Sidenote: SATA to USB
The only real speedbump in the whole process, for me, had nothing actually to do with installing Swift itself, but rather the external storage situation on the Raspberry Pi.
The Raspberry Pi doesn’t offer SATA directly, unfortunately (let-alone any form of pluggable PCIe). MicroSD is a low-performance, low-reliability, and high-cost option. So to attach any significant storage you’re basically going either through Ethernet (e.g. NAS) or USB.
USB to SATA adaptors are a shitshow. I’ve tried at least half a dozen different vendors’ offerings over the years, and every single one has been super buggy. The one I newly acquired for my Raspberry Pi use proved to be no exception.
Long story short on that, the symptoms were I/Os taking incredibly long times to complete (many seconds each, serialised), and generally unusable performance. /var/log/messages contained countless pages of:
Oct 13 11:13:45 applepi kernel: [ 234.087294] sd 0:0:0:0: [sda] tag#2 uas_eh_abort_handler 0 uas-tag 1 inflight: CMD IN Oct 13 11:13:45 applepi kernel: [ 234.087306] sd 0:0:0:0: [sda] tag#2 CDB: opcode=0x28 28 00 77 3b ce 00 00 00 d0 00 Oct 13 11:13:45 applepi kernel: [ 234.126541] scsi host0: uas_eh_device_reset_handler start Oct 13 11:13:45 applepi kernel: [ 234.277450] usb 2-2: reset SuperSpeed Gen 1 USB device number 2 using xhci_hcd Oct 13 11:13:45 applepi kernel: [ 234.312541] scsi host0: uas_eh_device_reset_handler success Oct 13 11:14:15 applepi kernel: [ 264.805760] sd 0:0:0:0: [sda] tag#7 uas_eh_abort_handler 0 uas-tag 2 inflight: CMD IN Oct 13 11:14:15 applepi kernel: [ 264.805778] sd 0:0:0:0: [sda] tag#7 CDB: opcode=0x28 28 00 77 3b d1 b8 00 00 48 00
Turns out this is an incredibly common problem with USB to SATA adaptor chipsets, that’s documented as such all over the web. Finding how to solve it was less trivial, because a lot of the advice given is either outright wrong or at least doesn’t work on Raspbian. The solution I found, via this random thread, was to simply add:
usb-storage.quirks=152d:1561:u
…to the end of the existing line in /boot/cmdline.txt (where 152d:1561 is the vendor & device IDs for the particular chipset used in my case). All other variations on this, involving adding similar magic incantations to files in /etc/modprobe.d etc, simply do not do anything on Raspbian.
Hi!
First, thank you very much for taking the time to post this. It was the solution to my problem. My USB3-to-SATA bridge is now working at the expected speed and now over the network I really can read back at 100 MB/s.

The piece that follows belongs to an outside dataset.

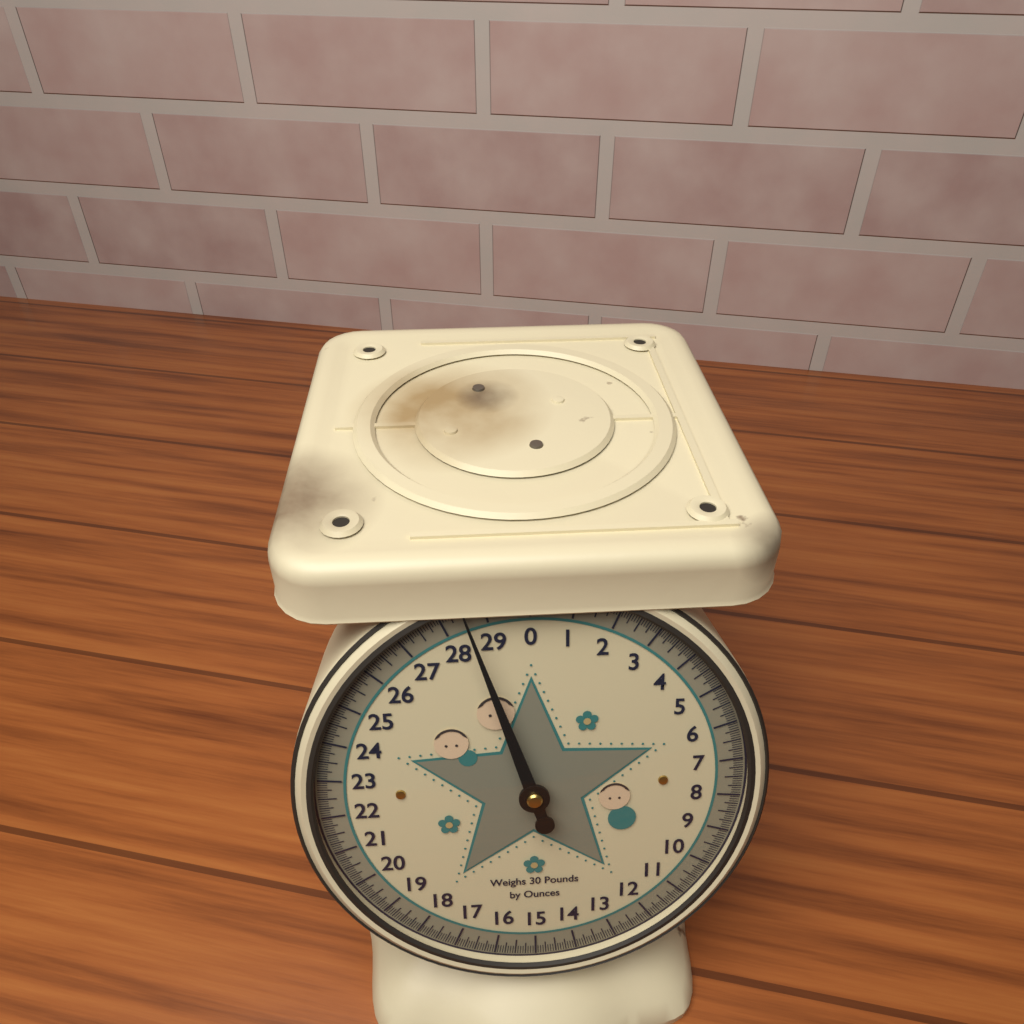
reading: 28.5625 lb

The only problem I had was with your sentence “The solution I found, via this random thread, was to simply add…”. Stupidly, as I didn’t know how it was working with the “cmdline.txt” file, I initially actually “added” a line with the line you wrote… But in fact, it has to be all on the same single line with other stuff already there! It’s not like the “config.txt” one, the “cmdline.txt” has to be on just one single line. If you ever help someone else, in case they are as dumb as me, make sure to indicate them to add on the same single line of the cmdline.txt
Finally, I also liked your expression “…adding similar magic incantations…” which make me laugh a little. When you do not master what you’re doing (like me) and you desperately try anything to make something work, yes, you’re doing thing that are closer to a magic incantation than doing something logical as it should be in the first place!
Take care!
Denis.
Glad this helped!
Thanks for the tip – I’ve amended the instructions slightly to try to make it clearer.